US Border Patrol Cmdr. Gregory Bovino (C) walks through a department store in St. Paul, Minnesota, June 12, 2026.
A Venezuelan migrant sits inside a cell at CECOT prison in Tecoluca, El Salvador, June 12, 2026.
The global human rights system is in peril. Under relentless pressure from US President Donald Trump, and persistently undermined by China and Russia, the rules-based international order is being crushed, threatening to take with it the architecture human rights defenders have come to rely on to advance norms and protect freedoms. To defy this trend, governments that still value human rights, alongside social movements, civil society, and international institutions, need to form a strategic alliance to push back.
To be fair, the downward spiral predated Trump’s reelection. The democratic wave that began over 50 years ago has given way to what scholars term a “democratic recession.” Democracy is now back to 1985 levels according to some metrics, with 72 percent of the world’s population now living under autocracy. Russia and China are less free today than 20 years ago. And so is the United States.
Of course, democracy is not a panacea for human rights violations; the US and other longtime democracies have their own histories of colonial crimes, racism, abusive justice systems, and wartime atrocities. More recently, authoritarian leaders have exploited public mistrust and anger to win elections and then dismantled the very institutions that brought them to power. Democratic institutions are crucial to represent the will of the people and keep power in check. It’s no surprise that whenever democracy is undermined, rights are too, as evident in recent years in India, Türkiye, the Philippines, El Salvador, and Hungary.
FIRST: The Momentum Movement’s parliamentary representative David Bedo and independent member of parliament Akos Hadhazy protest against a law that bans Pride marches in Hungary and imposes fines on organizers and attendees of such events, Budapest, June 12, 2026. © 2025 Marton Monus/Reuters; SECOND: University students confront riot police in Istanbul’s Beşiktaş district following the arrest of Istanbul Mayor Ekrem İmamoğlu, June 12, 2026. © 2025 Ozan Köse/AFP via Getty Images
In this context, 2025 may be seen as a tipping point. In just 12 months, the Trump administration has carried out a broad assault on key pillars of US democracy and the global rules-based order, which the US, despite inconsistencies, was, with other states, instrumental in helping to establish.
In short order, Trump’s second-term administration has undermined trust in the sanctity of elections, reduced government accountability, gutted food assistance and healthcare subsidies, attacked judicial independence, defied court orders, rolled back women’s rights, obstructed access to abortion care, undermined remedies for racial harm, terminated programs mandating accessibility for people with disabilities, punished free speech, stripped protections from trans and intersex people, eroded privacy, and used government power to intimidate political opponents, the media, law firms, universities, civil society, and even comedians.

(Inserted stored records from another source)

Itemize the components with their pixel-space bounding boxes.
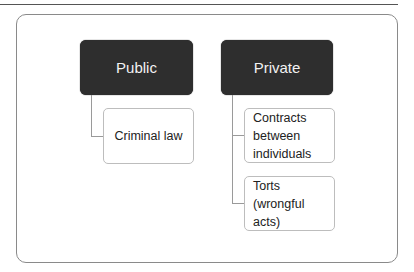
node-contracts-line-2: between bbox=[253, 127, 311, 145]
node-public: Public bbox=[80, 40, 193, 95]
connector-public bbox=[91, 95, 92, 136]
diagram-frame bbox=[16, 14, 398, 263]
top-divider bbox=[0, 4, 398, 5]
connector-private bbox=[232, 95, 233, 203]
node-torts: Torts (wrongful acts) bbox=[244, 176, 335, 231]
connector-public-criminal bbox=[91, 136, 103, 137]
node-torts-line-2: (wrongful bbox=[253, 195, 304, 213]
node-torts-line-3: acts) bbox=[253, 213, 304, 231]
node-private-label: Private bbox=[254, 59, 301, 76]
node-contracts: Contracts between individuals bbox=[244, 108, 335, 163]
node-torts-line-1: Torts bbox=[253, 177, 304, 195]
connector-private-torts bbox=[232, 203, 244, 204]
node-public-label: Public bbox=[116, 59, 157, 76]
node-contracts-line-1: Contracts bbox=[253, 109, 311, 127]
node-private: Private bbox=[221, 40, 333, 95]
node-criminal-law-label: Criminal law bbox=[114, 127, 182, 145]
connector-private-contracts bbox=[232, 135, 244, 136]
node-contracts-line-3: individuals bbox=[253, 145, 311, 163]
node-criminal-law: Criminal law bbox=[103, 108, 194, 164]
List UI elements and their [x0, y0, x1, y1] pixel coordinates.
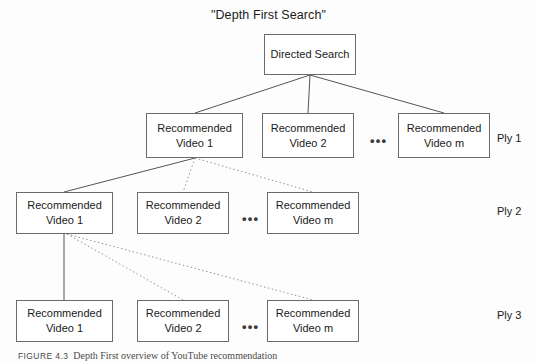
- figure-caption-text: Depth First overview of YouTube recommen…: [73, 350, 277, 361]
- ellipsis-ply3: •••: [242, 320, 259, 333]
- diagram-title: "Depth First Search": [0, 8, 537, 22]
- ply2-video1-to-ply3-video2: [67, 234, 183, 300]
- node-ply2-video-2[interactable]: RecommendedVideo 2: [137, 192, 229, 234]
- node-ply2-video-3[interactable]: RecommendedVideo m: [267, 192, 359, 234]
- root-to-ply1-videom: [310, 75, 444, 113]
- node-label-line2: Video 1: [46, 321, 83, 336]
- ellipsis-ply2: •••: [242, 212, 259, 225]
- figure-caption: FIGURE 4.3Depth First overview of YouTub…: [18, 350, 518, 361]
- ply-label-3: Ply 3: [497, 309, 521, 321]
- node-label-line2: Video m: [293, 321, 333, 336]
- figure-container: "Depth First Search" Directed SearchReco…: [0, 0, 537, 363]
- node-label-line1: Recommended: [27, 198, 102, 213]
- node-ply1-video-2[interactable]: RecommendedVideo 2: [262, 113, 354, 158]
- node-label-line1: Recommended: [157, 121, 232, 136]
- node-label-line2: Video 2: [164, 321, 201, 336]
- ply-label-1: Ply 1: [497, 132, 521, 144]
- node-label-line2: Video m: [293, 213, 333, 228]
- ellipsis-ply1: •••: [370, 134, 387, 147]
- node-ply1-video-3[interactable]: RecommendedVideo m: [398, 113, 490, 158]
- ply2-video1-to-ply3-videom: [67, 234, 313, 300]
- node-label-line2: Video 1: [46, 213, 83, 228]
- node-label-line1: Recommended: [407, 121, 482, 136]
- ply1-video1-to-ply2-video2: [183, 158, 195, 192]
- node-label-line1: Recommended: [146, 198, 221, 213]
- node-ply2-video-1[interactable]: RecommendedVideo 1: [16, 192, 113, 234]
- root-to-ply1-video1: [195, 75, 310, 113]
- node-label-line1: Recommended: [276, 198, 351, 213]
- node-directed-search[interactable]: Directed Search: [264, 34, 356, 75]
- ply1-video1-to-ply2-video1: [64, 158, 195, 192]
- node-ply3-video-3[interactable]: RecommendedVideo m: [267, 300, 359, 342]
- node-label-line1: Recommended: [146, 306, 221, 321]
- node-ply3-video-2[interactable]: RecommendedVideo 2: [137, 300, 229, 342]
- node-label-line1: Directed Search: [271, 47, 350, 62]
- figure-caption-number: FIGURE 4.3: [18, 351, 68, 361]
- node-label-line1: Recommended: [271, 121, 346, 136]
- node-label-line2: Video 2: [289, 136, 326, 151]
- node-label-line2: Video 2: [164, 213, 201, 228]
- ply1-video1-to-ply2-videom: [195, 158, 313, 192]
- node-label-line2: Video 1: [176, 136, 213, 151]
- node-ply1-video-1[interactable]: RecommendedVideo 1: [146, 113, 243, 158]
- node-label-line2: Video m: [424, 136, 464, 151]
- node-label-line1: Recommended: [276, 306, 351, 321]
- ply-label-2: Ply 2: [497, 205, 521, 217]
- root-to-ply1-video2: [308, 75, 310, 113]
- node-label-line1: Recommended: [27, 306, 102, 321]
- node-ply3-video-1[interactable]: RecommendedVideo 1: [16, 300, 113, 342]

Claiming a risk of “civilizational erasure” in Europe and leaning on racist tropes to cast entire populations as unwelcome in the US, the Trump administration has embraced policies and rhetoric that align with white nationalist ideology. Immigrants and asylum seekers have been subjected to inhumane conditions and degrading treatment; 32 died in US Immigration and Customs Enforcement custody in 2025, and as of mid-January 2026, an additional 4 have died. Masked immigration enforcement agents have targeted people of color, using excessive force, terrorizing communities, wrongfully arresting scores of citizens, and, most recently, unjustifiably killing two people in Minneapolis, whose deaths Human Rights Watch has documented.
The US president of course has the authority to tighten US borders and enforce stricter immigration policies. The administration is not, however, entitled to deny legal process to asylum seekers, mistreat undocumented migrants, or unlawfully discriminate. In a well-functioning democracy, no electoral mandate should supersede domestic legislation, constitutional protections, or international human rights law. Trump’s team has repeatedly bypassed these guardrails.

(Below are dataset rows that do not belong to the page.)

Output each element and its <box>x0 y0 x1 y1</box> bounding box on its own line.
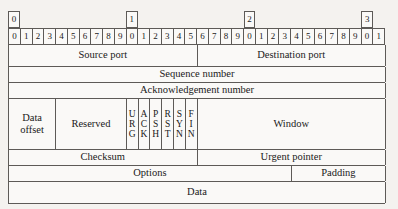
bit-cell: 1 <box>373 29 385 45</box>
field-acknowledgement-number: Acknowledgement number <box>9 83 386 98</box>
bit-cell: 2 <box>33 29 45 45</box>
flag-letter: H <box>152 129 159 139</box>
field-row-acknowledgement: Acknowledgement number <box>8 83 385 99</box>
field-reserved: Reserved <box>56 99 127 149</box>
field-psh: PSH <box>150 99 162 149</box>
field-urg: URG <box>127 99 139 149</box>
bit-cell: 9 <box>350 29 362 45</box>
flag-letter: R <box>129 119 135 129</box>
field-row-options-padding: OptionsPadding <box>8 166 385 182</box>
bit-cell: 7 <box>326 29 338 45</box>
flag-letter: Y <box>176 119 183 129</box>
bit-cell: 5 <box>185 29 197 45</box>
flag-letter: S <box>177 109 182 119</box>
flag-letter: K <box>141 129 148 139</box>
flag-letter: G <box>129 129 136 139</box>
bit-cell: 1 <box>138 29 150 45</box>
flag-letter: P <box>153 109 158 119</box>
field-sequence-number: Sequence number <box>9 67 386 82</box>
header-field-rows: Source portDestination portSequence numb… <box>8 45 385 204</box>
flag-letter: N <box>176 129 183 139</box>
decade-marker: 2 <box>244 11 256 28</box>
flag-letter: N <box>188 129 195 139</box>
flag-letter: C <box>141 119 147 129</box>
field-syn: SYN <box>174 99 186 149</box>
decade-marker: 1 <box>126 11 138 28</box>
bit-cell: 9 <box>232 29 244 45</box>
bit-cell: 6 <box>197 29 209 45</box>
bit-cell: 1 <box>21 29 33 45</box>
bit-cell: 4 <box>56 29 68 45</box>
tcp-header-diagram: 0123 01234567890123456789012345678901 So… <box>8 11 385 204</box>
bit-cell: 4 <box>291 29 303 45</box>
field-rst: RST <box>162 99 174 149</box>
bit-cell: 7 <box>91 29 103 45</box>
flag-letter: I <box>190 119 193 129</box>
bit-cell: 3 <box>162 29 174 45</box>
field-window: Window <box>198 99 387 149</box>
bit-cell: 0 <box>127 29 139 45</box>
field-options: Options <box>9 166 292 181</box>
field-destination-port: Destination port <box>198 45 387 66</box>
field-data: Data <box>9 182 386 203</box>
flag-letter: S <box>165 119 170 129</box>
field-padding: Padding <box>292 166 386 181</box>
flag-letter: R <box>164 109 170 119</box>
bit-cell: 4 <box>174 29 186 45</box>
flag-letter: F <box>188 109 193 119</box>
decade-marker-strip: 0123 <box>8 11 385 28</box>
flag-letter: T <box>165 129 171 139</box>
bit-cell: 8 <box>338 29 350 45</box>
flag-letter: A <box>141 109 148 119</box>
decade-marker: 0 <box>8 11 20 28</box>
bit-cell: 5 <box>303 29 315 45</box>
flag-letter: S <box>153 119 158 129</box>
field-ack: ACK <box>139 99 151 149</box>
field-checksum: Checksum <box>9 150 198 165</box>
bit-cell: 2 <box>268 29 280 45</box>
flag-letter: U <box>129 109 136 119</box>
field-row-sequence: Sequence number <box>8 67 385 83</box>
bit-cell: 6 <box>315 29 327 45</box>
field-data-offset: Data offset <box>9 99 56 149</box>
bit-cell: 6 <box>80 29 92 45</box>
bit-cell: 5 <box>68 29 80 45</box>
bit-ruler: 01234567890123456789012345678901 <box>8 28 385 45</box>
bit-cell: 8 <box>103 29 115 45</box>
bit-cell: 7 <box>209 29 221 45</box>
bit-cell: 0 <box>244 29 256 45</box>
field-row-ports: Source portDestination port <box>8 45 385 67</box>
field-row-offset-flags-window: Data offsetReservedURGACKPSHRSTSYNFINWin… <box>8 99 385 150</box>
field-source-port: Source port <box>9 45 198 66</box>
field-urgent-pointer: Urgent pointer <box>198 150 387 165</box>
bit-cell: 3 <box>279 29 291 45</box>
bit-cell: 0 <box>362 29 374 45</box>
bit-cell: 2 <box>150 29 162 45</box>
decade-marker: 3 <box>361 11 373 28</box>
field-fin: FIN <box>186 99 198 149</box>
field-row-checksum-urgent: ChecksumUrgent pointer <box>8 150 385 166</box>
bit-cell: 1 <box>256 29 268 45</box>
field-row-data: Data <box>8 182 385 204</box>
bit-cell: 9 <box>115 29 127 45</box>
bit-cell: 8 <box>221 29 233 45</box>
bit-cell: 3 <box>44 29 56 45</box>
bit-cell: 0 <box>9 29 21 45</box>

The violations have not stopped at the border. The Trump administration used a 1798 law to send hundreds of Venezuelan migrants to an infamous prison in El Salvador, where they were tortured and sexually abused. Its blatantly unlawful strikes on boats in the Caribbean and the Pacific extrajudicially killed more than 120 people whom Trump claims were drug traffickers.
US Border Patrol Cmdr. Gregory Bovino (C) walks through a department store in St. Paul, Minnesota, June 12, 2026.
A Venezuelan migrant sits inside a cell at CECOT prison in Tecoluca, El Salvador, June 12, 2026.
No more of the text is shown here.